Exercise material Block Start
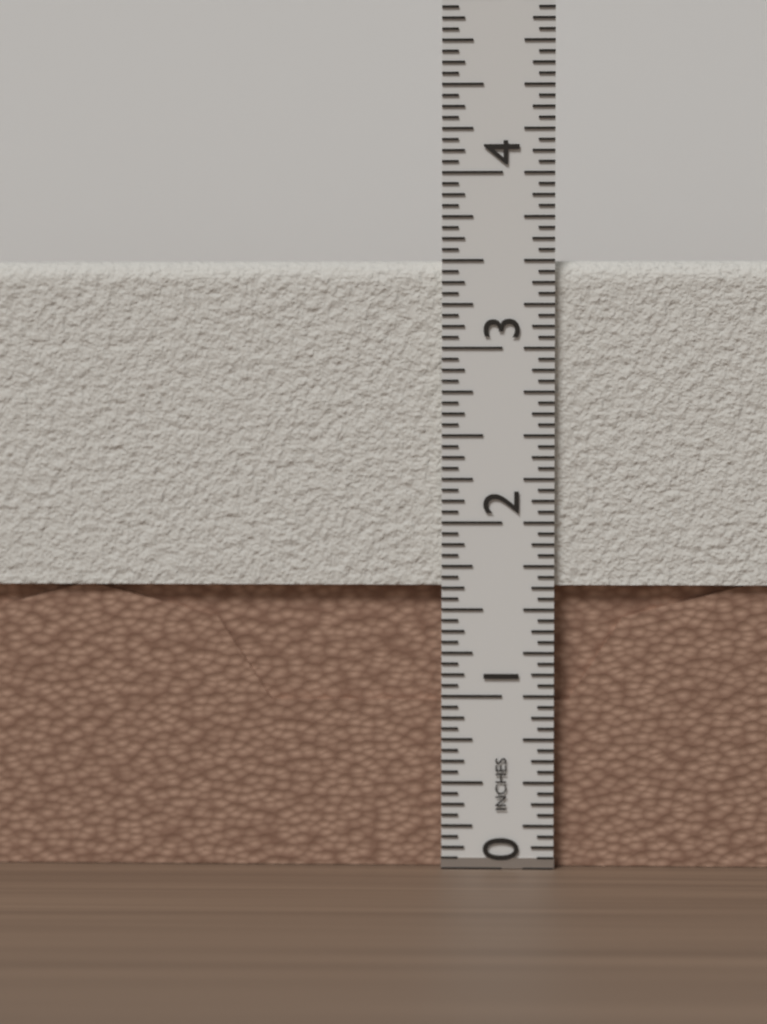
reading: 3.5000 in
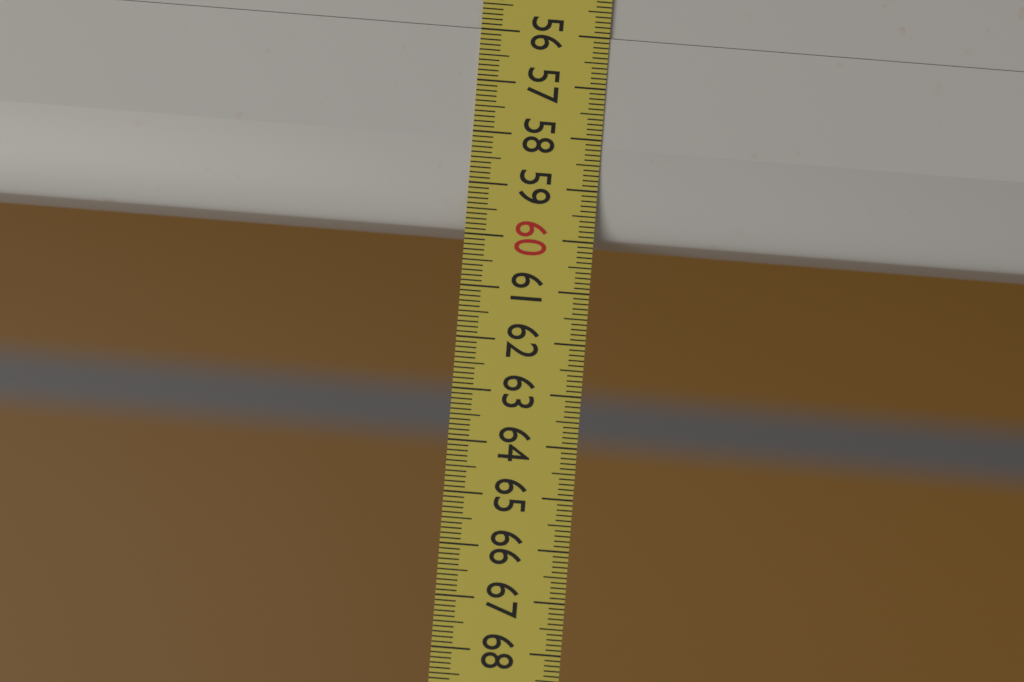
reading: 59.9 (no unit)
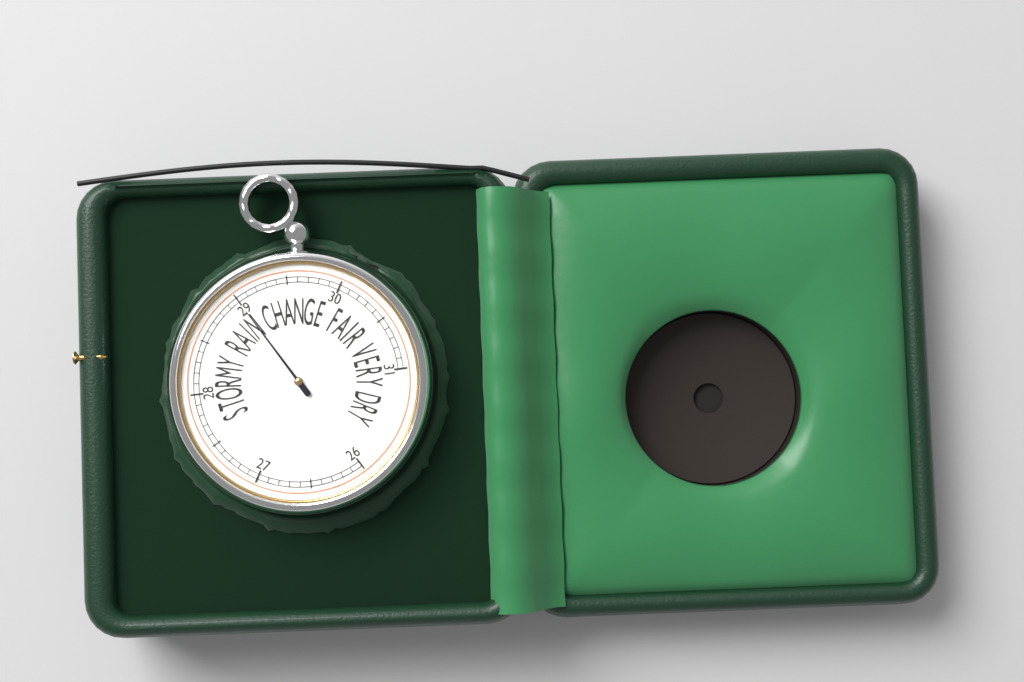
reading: 29.0 inHg
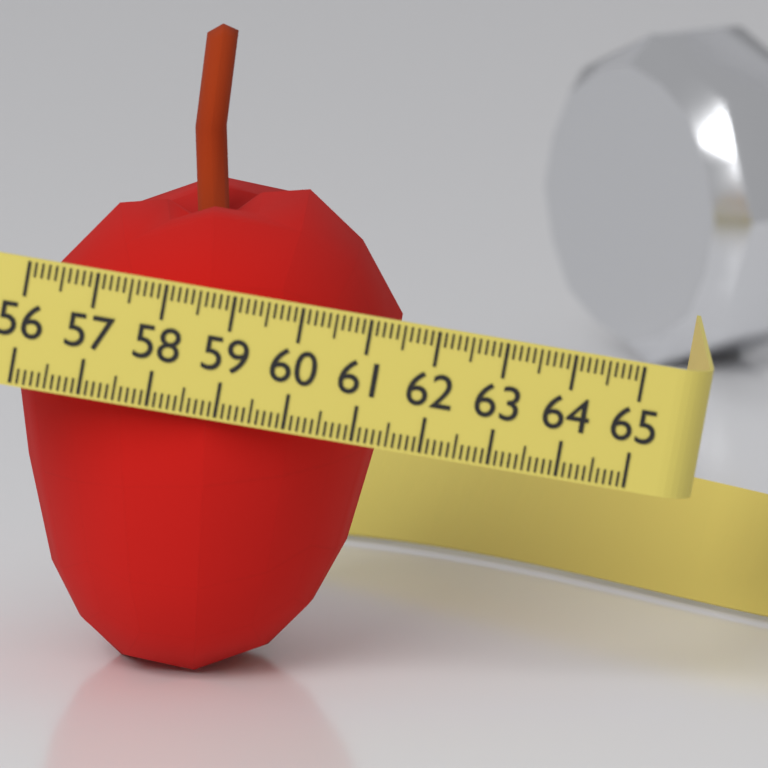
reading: 61.6 (no unit)
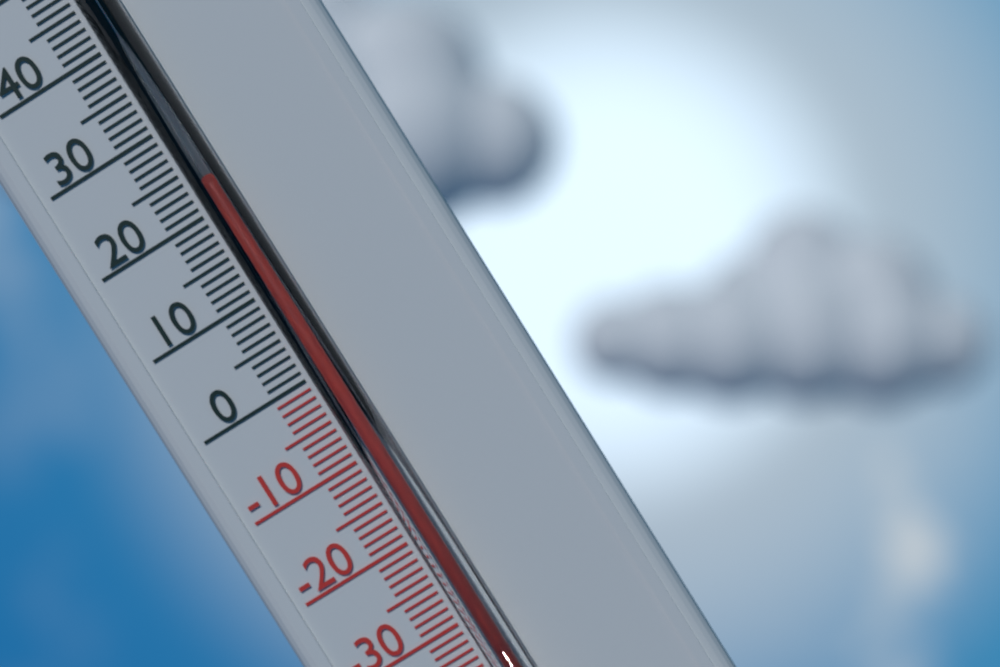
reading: 22 °C
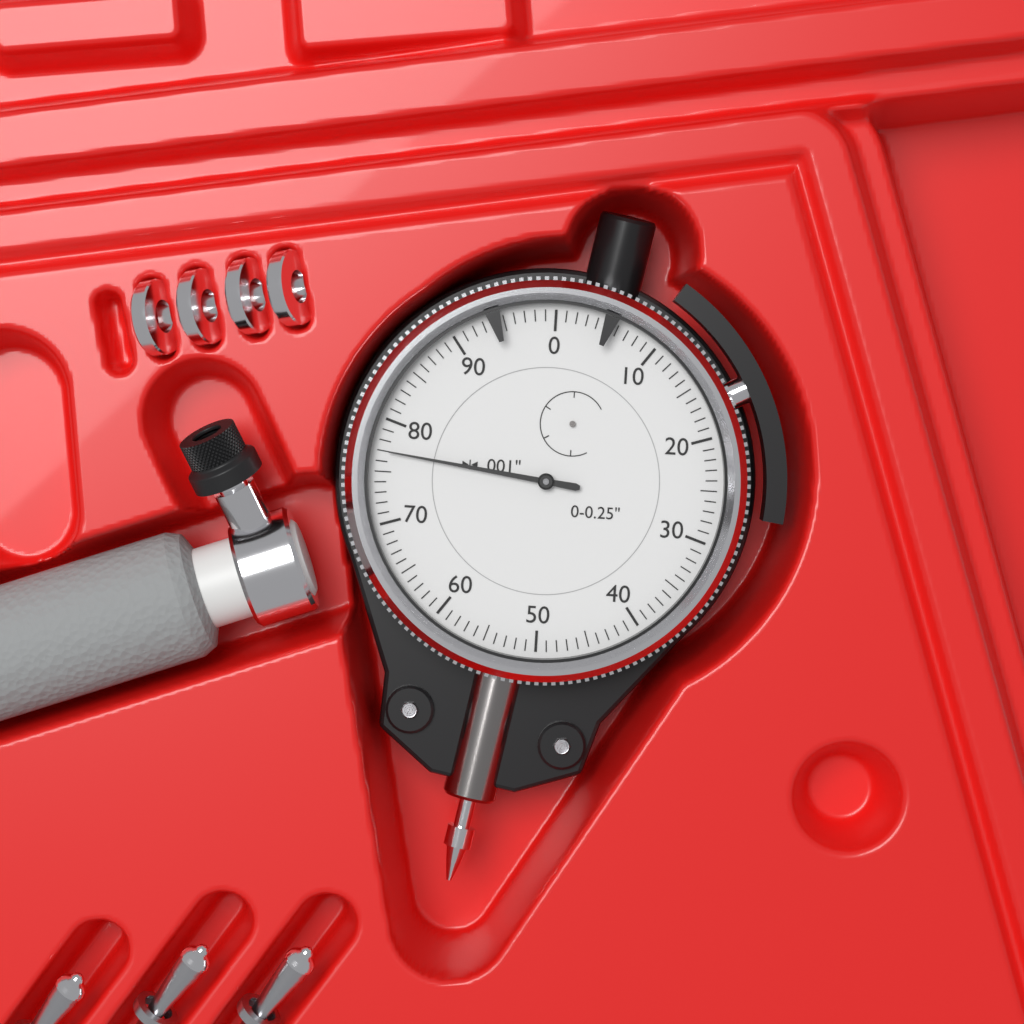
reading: 0.077 in
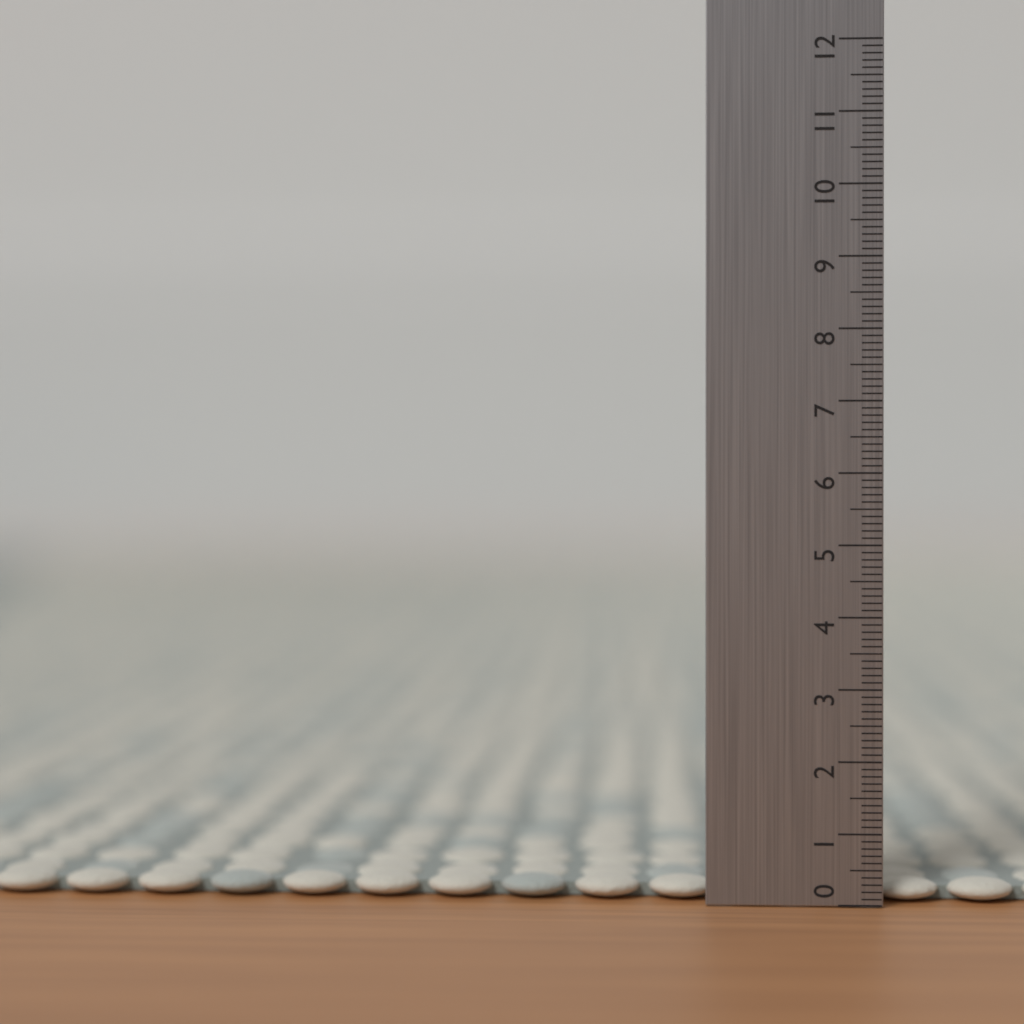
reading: 0.3 (no unit)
Exercise material Block End
Return every line above verbatim, pictures excluded.

**Written answer**.
reading: 3.5000 in
reading: 59.9 (no unit)
reading: 29.0 inHg
reading: 61.6 (no unit)
reading: 22 °C
reading: 0.077 in
reading: 0.3 (no unit)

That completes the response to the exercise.